In light of that framework, let's look now at what typical homebuilders – those firms responsible for from 10 homes a year to 75,000 homes, that collectively develop, produce, and sell nine of every 10 new homes in the U.S. – do.
To that end, what you stop doing now is as important to survival and eventually thriving as what you continue doing. Have a look at this perspective from our friends at Mosaic.
Tomorrow’s homebuilding process must utilize comprehensive, accessible data in order to make every step more predictable: infusing insight into decision-making, network dynamics into bidding, smart scheduling into management and reporting, and consistency in how vendors get paid.
Data accessibility further supports an elastic, dis-integrated model for construction where critical information is shared in real time across arms-length stakeholders. Where process solutions are effectively custom-fit across the spectrum of developers, projects, and scale, yet platformed in a way that makes them accessible to all. Imagine being able to change almost any part of the process midstream in reaction to any event, whether it’s a customer request, a market fluctuation, or dictated by conditions on the ground.
From greater predictability comes greater creativity.
Tomorrow’s developers will have the capacity to think about alternative materials, alternative methods of manufacturing, sustainability, and equity in ways they couldn’t have before.

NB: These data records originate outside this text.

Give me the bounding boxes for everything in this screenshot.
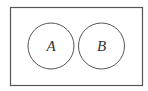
- set-b-label: B: [97, 38, 106, 54]
- venn-diagram: A B: [0, 0, 148, 91]
- set-a-label: A: [45, 38, 56, 54]
- universal-set-rectangle: [11, 8, 143, 86]
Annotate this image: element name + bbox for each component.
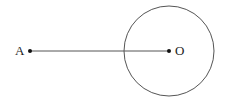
geometry-figure: A O — [0, 0, 233, 105]
point-o-label: O — [175, 44, 184, 57]
figure-canvas — [0, 0, 233, 105]
point-o-marker — [167, 49, 171, 53]
point-a-label: A — [15, 44, 24, 57]
point-a-marker — [28, 49, 32, 53]
figure-background — [0, 0, 233, 105]
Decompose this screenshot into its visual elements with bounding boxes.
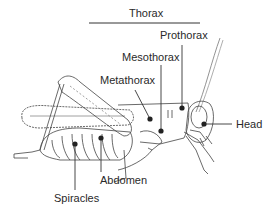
- grasshopper-body: [14, 38, 223, 182]
- spiracles-label: Spiracles: [54, 192, 99, 204]
- abdomen-label: Abdomen: [100, 174, 147, 186]
- head-label: Head: [236, 118, 262, 130]
- leader-lines: [75, 45, 232, 190]
- mesothorax-dot: [158, 128, 163, 133]
- abdomen-dot: [98, 135, 103, 140]
- head-dot: [201, 121, 206, 126]
- metathorax-label: Metathorax: [100, 74, 155, 86]
- prothorax-label: Prothorax: [160, 29, 208, 41]
- mesothorax-label: Mesothorax: [122, 51, 179, 63]
- prothorax-dot: [179, 105, 184, 110]
- thorax-label: Thorax: [129, 7, 163, 19]
- spiracles-dot: [72, 141, 77, 146]
- metathorax-dot: [147, 116, 152, 121]
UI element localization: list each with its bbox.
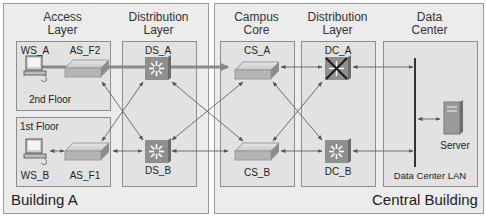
label-dc-b: DC_B <box>318 166 358 177</box>
server-icon <box>444 100 463 134</box>
label-floor-1: 1st Floor <box>20 121 66 132</box>
multilayer-switch-dc-b-icon <box>325 138 351 163</box>
label-ws-a: WS_A <box>20 45 50 56</box>
label-ds-a: DS_A <box>138 45 178 56</box>
label-cs-b: CS_B <box>237 167 277 178</box>
multilayer-switch-ds-a-icon <box>145 55 171 80</box>
workstation-ws-a-icon <box>24 56 47 82</box>
multilayer-switch-dc-a-failed-icon <box>325 55 351 80</box>
label-data-center-lan: Data Center LAN <box>386 170 474 181</box>
switch-as-f1-icon <box>65 143 109 160</box>
label-floor-2: 2nd Floor <box>24 94 76 105</box>
label-server: Server <box>437 140 473 151</box>
topology-drawing <box>0 0 486 219</box>
label-ws-b: WS_B <box>20 170 50 181</box>
label-as-f1: AS_F1 <box>65 170 105 181</box>
switch-cs-b-icon <box>235 143 279 160</box>
switch-cs-a-icon <box>235 62 279 79</box>
switch-as-f2-icon <box>65 60 109 77</box>
label-cs-a: CS_A <box>237 45 277 56</box>
workstation-ws-b-icon <box>24 139 47 165</box>
building-a-label: Building A <box>11 191 78 208</box>
redundant-links <box>50 67 440 151</box>
label-ds-b: DS_B <box>138 165 178 176</box>
multilayer-switch-ds-b-icon <box>145 138 171 163</box>
central-building-label: Central Building <box>372 191 478 208</box>
label-as-f2: AS_F2 <box>65 45 105 56</box>
label-dc-a: DC_A <box>318 45 358 56</box>
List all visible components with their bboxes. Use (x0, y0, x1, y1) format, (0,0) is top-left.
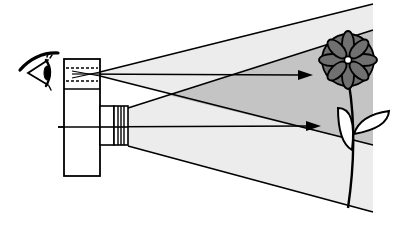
eye-icon (20, 53, 58, 90)
parallax-diagram (0, 0, 406, 226)
lens (100, 106, 128, 145)
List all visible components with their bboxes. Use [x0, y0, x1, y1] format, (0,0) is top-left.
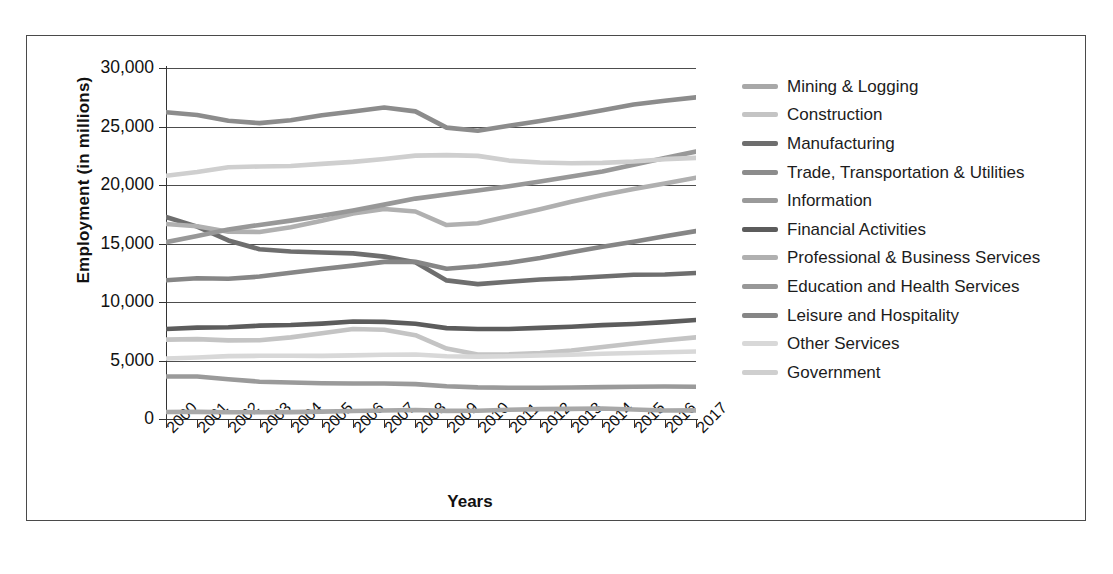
legend-item[interactable]: Other Services — [742, 329, 1092, 358]
y-tick-label: 25,000 — [34, 116, 154, 137]
legend-color-swatch — [742, 170, 778, 175]
legend-item-label: Professional & Business Services — [787, 249, 1040, 266]
y-tick-label: 30,000 — [34, 57, 154, 78]
legend-item[interactable]: Professional & Business Services — [742, 244, 1092, 273]
legend-color-swatch — [742, 313, 778, 318]
legend-item-label: Mining & Logging — [787, 78, 918, 95]
legend-item-label: Government — [787, 364, 881, 381]
legend-color-swatch — [742, 227, 778, 232]
legend-item[interactable]: Leisure and Hospitality — [742, 301, 1092, 330]
legend-item[interactable]: Manufacturing — [742, 129, 1092, 158]
series-line — [166, 408, 696, 412]
series-line — [166, 352, 696, 359]
series-line — [166, 320, 696, 329]
chart-legend: Mining & LoggingConstructionManufacturin… — [742, 72, 1092, 387]
legend-item[interactable]: Mining & Logging — [742, 72, 1092, 101]
legend-item-label: Other Services — [787, 335, 899, 352]
legend-item-label: Education and Health Services — [787, 278, 1019, 295]
legend-item-label: Information — [787, 192, 872, 209]
y-tick-label: 0 — [34, 408, 154, 429]
series-line — [166, 155, 696, 176]
y-tick-label: 5,000 — [34, 350, 154, 371]
legend-color-swatch — [742, 112, 778, 117]
legend-item-label: Leisure and Hospitality — [787, 307, 959, 324]
series-line — [166, 377, 696, 388]
legend-color-swatch — [742, 255, 778, 260]
series-line — [166, 97, 696, 130]
legend-item[interactable]: Information — [742, 186, 1092, 215]
series-line — [166, 178, 696, 232]
legend-item[interactable]: Government — [742, 358, 1092, 387]
plot-area — [166, 68, 696, 419]
legend-item[interactable]: Trade, Transportation & Utilities — [742, 158, 1092, 187]
legend-item-label: Financial Activities — [787, 221, 926, 238]
legend-color-swatch — [742, 370, 778, 375]
y-tick-label: 10,000 — [34, 291, 154, 312]
legend-color-swatch — [742, 198, 778, 203]
x-axis-title: Years — [330, 492, 610, 512]
y-tick-label: 15,000 — [34, 233, 154, 254]
series-lines — [166, 68, 696, 419]
legend-item[interactable]: Financial Activities — [742, 215, 1092, 244]
legend-color-swatch — [742, 341, 778, 346]
legend-item[interactable]: Education and Health Services — [742, 272, 1092, 301]
legend-color-swatch — [742, 84, 778, 89]
y-tick-label: 20,000 — [34, 174, 154, 195]
legend-color-swatch — [742, 284, 778, 289]
legend-color-swatch — [742, 141, 778, 146]
legend-item-label: Trade, Transportation & Utilities — [787, 164, 1024, 181]
series-line — [166, 329, 696, 354]
chart-figure: Employment (in millions) Years 05,00010,… — [0, 0, 1113, 574]
legend-item-label: Manufacturing — [787, 135, 895, 152]
legend-item-label: Construction — [787, 106, 882, 123]
legend-item[interactable]: Construction — [742, 101, 1092, 130]
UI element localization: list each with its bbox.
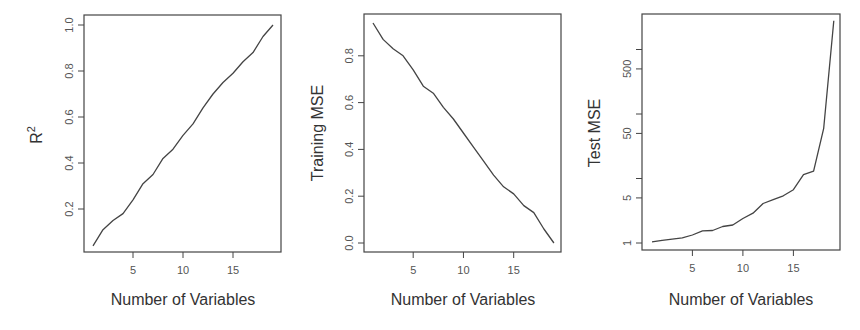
chart-figure: 0.20.40.60.81.0 51015 Number of Variable… — [0, 0, 860, 330]
y-tick-label: 500 — [621, 60, 633, 78]
x-tick-label: 5 — [410, 264, 416, 276]
panel-training-mse: 0.00.20.40.60.8 51015 Number of Variable… — [309, 14, 561, 308]
panel-r-squared: 0.20.40.60.81.0 51015 Number of Variable… — [25, 15, 281, 308]
y-tick-label: 50 — [621, 127, 633, 139]
test-mse-line — [652, 21, 834, 242]
y-tick-label: 0.6 — [343, 95, 355, 110]
y-tick-label: 1.0 — [63, 17, 75, 32]
y-axis: 1550500 — [621, 50, 642, 247]
x-tick-label: 5 — [689, 262, 695, 274]
y-axis: 0.20.40.60.81.0 — [63, 17, 84, 216]
y-tick-label: 0.4 — [343, 142, 355, 157]
y-tick-label: 0.0 — [343, 235, 355, 250]
y-tick-label: 0.2 — [63, 201, 75, 216]
plot-frame — [642, 14, 840, 250]
x-axis: 51015 — [410, 252, 520, 276]
y-tick-label: 1 — [621, 240, 633, 246]
y-tick-label: 0.8 — [343, 48, 355, 63]
x-axis-label: Number of Variables — [391, 291, 536, 308]
x-tick-label: 10 — [457, 264, 469, 276]
x-tick-label: 5 — [130, 264, 136, 276]
y-tick-label: 0.6 — [63, 109, 75, 124]
x-axis-label: Number of Variables — [669, 291, 814, 308]
training-mse-line — [373, 23, 554, 243]
x-axis: 51015 — [689, 250, 799, 274]
x-tick-label: 15 — [787, 262, 799, 274]
y-axis-label: Test MSE — [586, 99, 603, 167]
y-tick-label: 0.8 — [63, 63, 75, 78]
y-tick-label: 0.2 — [343, 189, 355, 204]
panel-test-mse: 1550500 51015 Number of Variables Test M… — [586, 14, 840, 308]
y-axis-label: R2 — [25, 126, 45, 144]
x-tick-label: 15 — [508, 264, 520, 276]
y-axis-label: Training MSE — [309, 85, 326, 181]
y-axis: 0.00.20.40.60.8 — [343, 48, 364, 250]
x-tick-label: 10 — [737, 262, 749, 274]
r-squared-line — [93, 25, 273, 246]
y-tick-label: 5 — [621, 195, 633, 201]
x-axis: 51015 — [130, 252, 239, 276]
plot-frame — [84, 15, 281, 252]
x-axis-label: Number of Variables — [111, 291, 256, 308]
x-tick-label: 15 — [227, 264, 239, 276]
y-tick-label: 0.4 — [63, 155, 75, 170]
x-tick-label: 10 — [177, 264, 189, 276]
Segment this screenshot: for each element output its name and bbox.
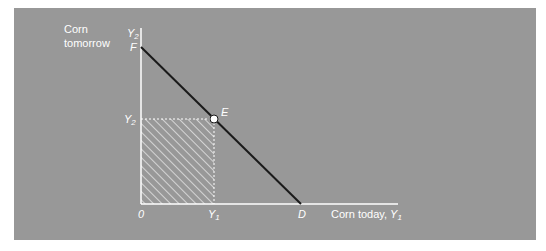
origin-label: 0	[138, 208, 145, 220]
y-axis-title-line1: Corn	[64, 23, 88, 35]
y2-tick-label: Y2	[124, 113, 136, 127]
intertemporal-budget-diagram: Corn tomorrow Y2 F Y2 E 0 Y1 D Corn toda…	[0, 0, 546, 251]
y-axis-symbol: Y2	[127, 27, 139, 41]
figure-page: Corn tomorrow Y2 F Y2 E 0 Y1 D Corn toda…	[0, 0, 546, 251]
point-E-label: E	[221, 106, 229, 118]
intercept-D-label: D	[298, 208, 306, 220]
hatched-consumption-area	[141, 119, 214, 204]
x-axis-title: Corn today, Y1	[331, 208, 402, 222]
y-axis-title-line2: tomorrow	[64, 37, 110, 49]
intercept-F-label: F	[130, 41, 138, 53]
y1-tick-label: Y1	[208, 208, 220, 222]
point-E-marker	[210, 115, 218, 123]
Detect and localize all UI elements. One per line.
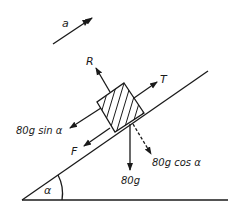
angle-arc [58,175,63,200]
tension-arrow [134,82,157,98]
perpendicular-weight-arrow [133,124,151,154]
weight-label: 80g [121,175,140,186]
parallel-weight-label: 80g sin α [16,125,63,136]
inclined-plane-diagram: a α R T 80g sin α F 80g 80g cos α [0,0,231,212]
perpendicular-weight-label: 80g cos α [152,157,201,168]
block [93,80,153,140]
acceleration-arrow [53,18,92,44]
reaction-label: R [86,55,94,68]
angle-label: α [44,184,52,197]
reaction-arrow [96,68,110,92]
tension-label: T [160,73,168,86]
acceleration-label: a [62,17,69,30]
friction-arrow [84,128,110,146]
parallel-weight-arrow [70,108,101,128]
friction-label: F [71,145,78,158]
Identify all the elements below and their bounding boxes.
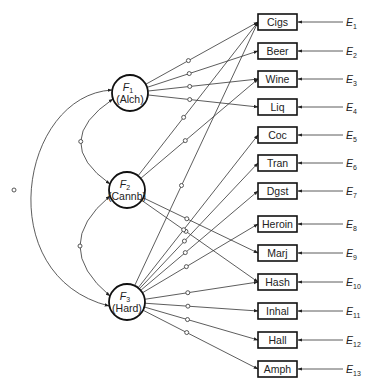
covariance-f1-f3 [12,90,112,306]
indicator-amph: Amph [258,361,297,377]
indicator-label: Tran [267,157,288,169]
indicator-label: Wine [266,73,290,85]
indicator-label: Inhal [266,305,289,317]
loading-f3-cigs [135,22,258,286]
factor-name: (Alch) [116,93,143,105]
error-term-e2: E2 [298,45,357,59]
indicator-label: Beer [266,45,289,57]
loading-f3-heroin [142,224,258,293]
error-label: E2 [346,45,357,59]
error-term-e5: E5 [298,129,357,143]
error-label: E5 [346,129,357,143]
error-label: E9 [346,247,357,261]
error-term-e12: E12 [298,334,361,348]
loading-f3-inhal [145,303,258,311]
indicator-label: Heroin [262,218,293,230]
error-label: E12 [346,334,361,348]
indicator-boxes: CigsBeerWineLiqCocTranDgstHeroinMarjHash… [258,14,297,377]
indicator-marj: Marj [258,245,297,261]
parameter-marker [185,331,189,335]
indicator-cigs: Cigs [258,14,297,30]
loading-f1-beer [147,51,258,87]
parameter-marker [78,244,82,248]
covariance-f2-f3 [78,196,110,296]
loading-f2-cigs [138,22,258,176]
parameter-marker [186,304,190,308]
error-term-e6: E6 [298,157,357,171]
parameter-marker [182,239,186,243]
parameter-marker [186,291,190,295]
factor-f2: F2(Cannb) [108,172,146,208]
parameter-marker [182,115,186,119]
error-term-e1: E1 [298,16,357,30]
parameter-marker [184,265,188,269]
loading-f1-cigs [146,22,258,84]
indicator-dgst: Dgst [258,183,297,199]
indicator-heroin: Heroin [258,216,297,232]
loading-f2-hash [142,200,258,282]
error-term-e3: E3 [298,73,357,87]
factor-loadings [135,22,258,369]
error-label: E8 [346,218,357,232]
error-term-e9: E9 [298,247,357,261]
factor-f1: F1(Alch) [112,75,148,111]
indicator-label: Cigs [267,16,288,28]
loading-f1-wine [148,79,258,91]
error-label: E7 [346,185,357,199]
indicator-hall: Hall [258,332,297,348]
parameter-marker [183,251,187,255]
parameter-marker [12,188,16,192]
covariance-f1-f2 [79,99,113,184]
error-term-e13: E13 [298,363,361,377]
indicator-tran: Tran [258,155,297,171]
indicator-coc: Coc [258,127,297,143]
error-label: E4 [346,101,357,115]
indicator-label: Hash [265,276,290,288]
parameter-marker [186,59,190,63]
indicator-label: Coc [268,129,287,141]
parameter-marker [183,139,187,143]
loading-f3-hall [144,307,258,340]
indicator-label: Dgst [267,185,289,197]
indicator-wine: Wine [258,71,297,87]
error-term-e8: E8 [298,218,357,232]
loading-f3-tran [139,163,258,289]
parameter-marker [188,98,192,102]
factor-f3: F3(Hard) [109,284,145,320]
parameter-marker [182,228,186,232]
indicator-label: Marj [267,247,287,259]
indicator-label: Amph [264,363,292,375]
factor-covariances [12,90,113,306]
error-label: E11 [346,305,360,319]
error-term-e7: E7 [298,185,357,199]
loading-f3-amph [143,310,258,369]
error-label: E1 [346,16,357,30]
error-label: E3 [346,73,357,87]
factor-name: (Cannb) [108,190,146,202]
indicator-liq: Liq [258,99,297,115]
indicator-inhal: Inhal [258,303,297,319]
loading-f1-liq [148,95,258,107]
indicator-beer: Beer [258,43,297,59]
parameter-marker [79,140,83,144]
factor-name: (Hard) [112,302,142,314]
error-term-e10: E10 [298,276,361,290]
loading-f2-wine [141,79,258,178]
parameter-marker [185,217,189,221]
error-label: E6 [346,157,357,171]
parameter-marker [187,72,191,76]
parameter-marker [185,318,189,322]
error-label: E13 [346,363,361,377]
indicator-label: Hall [268,334,286,346]
parameter-marker [188,84,192,88]
error-term-e4: E4 [298,101,357,115]
parameter-marker [180,183,184,187]
error-label: E10 [346,276,361,290]
loading-f3-coc [138,135,258,288]
error-terms: E1E2E3E4E5E6E7E8E9E10E11E12E13 [298,16,361,377]
indicator-label: Liq [270,101,284,113]
loading-f3-dgst [141,191,258,290]
error-term-e11: E11 [298,305,360,319]
indicator-hash: Hash [258,274,297,290]
loading-f3-hash [145,282,258,299]
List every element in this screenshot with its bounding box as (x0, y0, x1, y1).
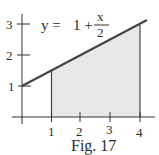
figure-caption: Fig. 17 (71, 137, 116, 155)
equation-numerator: x (97, 9, 104, 24)
x-tick-label-3: 3 (106, 122, 113, 137)
shaded-area (52, 25, 141, 117)
equation-constant: 1 + (73, 17, 93, 33)
x-tick-label-4: 4 (136, 125, 143, 140)
figure-17: 1 2 3 1 2 3 4 y = 1 + x 2 Fig. 17 (0, 0, 159, 155)
equation-lhs: y = (41, 17, 61, 33)
y-tick-label-3: 3 (6, 17, 13, 32)
y-tick-label-2: 2 (6, 48, 13, 63)
y-tick-label-1: 1 (8, 79, 15, 94)
equation-denominator: 2 (97, 25, 104, 40)
x-tick-label-1: 1 (48, 124, 55, 139)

Ultimately, more data also means more elasticity; the ability for all key stakeholders — the developer, the general contractor, and the trades — to scale up or down depending on the project.
If today is characterized by data-deficiency, then tomorrow must be defined by data-efficiency.
Now, think about simplifying, streamlining – getting back to basics – and answer this question [circle your core competency from this list of options]:
In a re-price-to-market, back-to-basics moment of inflection, a homebuilder's core competency – the business they're really in will place a solid foundation of value beneath the offering of a home and a community. That value – one that can outlast high mortgage rates and weather inflation's erosion of other assets – may stand strong around a promise such as this:
Safety and security, connectedness and tech capability, locational value, healthcare access, resiliency, sustainability, privacy ... i.e. well-being, is a core competency, and a value creator many homebuilders bring to the market.
Only it gets complicated because they're trying to do so many other things as well.
The ability to do that one thing – being in the well-being business – well will catapult some firms to enormous value creation opportunity through and beyond this latest cyclical, back-to-basics stress test.
Stripping away what is not a core competency means taking a hard look at the role data, its upfront investment and carrying costs, plays in your system.
Think about your core competency, and look at an option you can consider to all the resources your firm ties up in skill-sets that are not specifically devoted to offering your consumer household customers home and community well-being.
What you stop doing right now – every single focus that is not a core competency – is as crucial as what you continue to strive to do.
Residential construction made easy. As a tech-enabled general contractor for the residential development industry, Mosaic focuses on production-scale projects of all types, from single-family homes to horizontal apartments to other build-to-rent product types.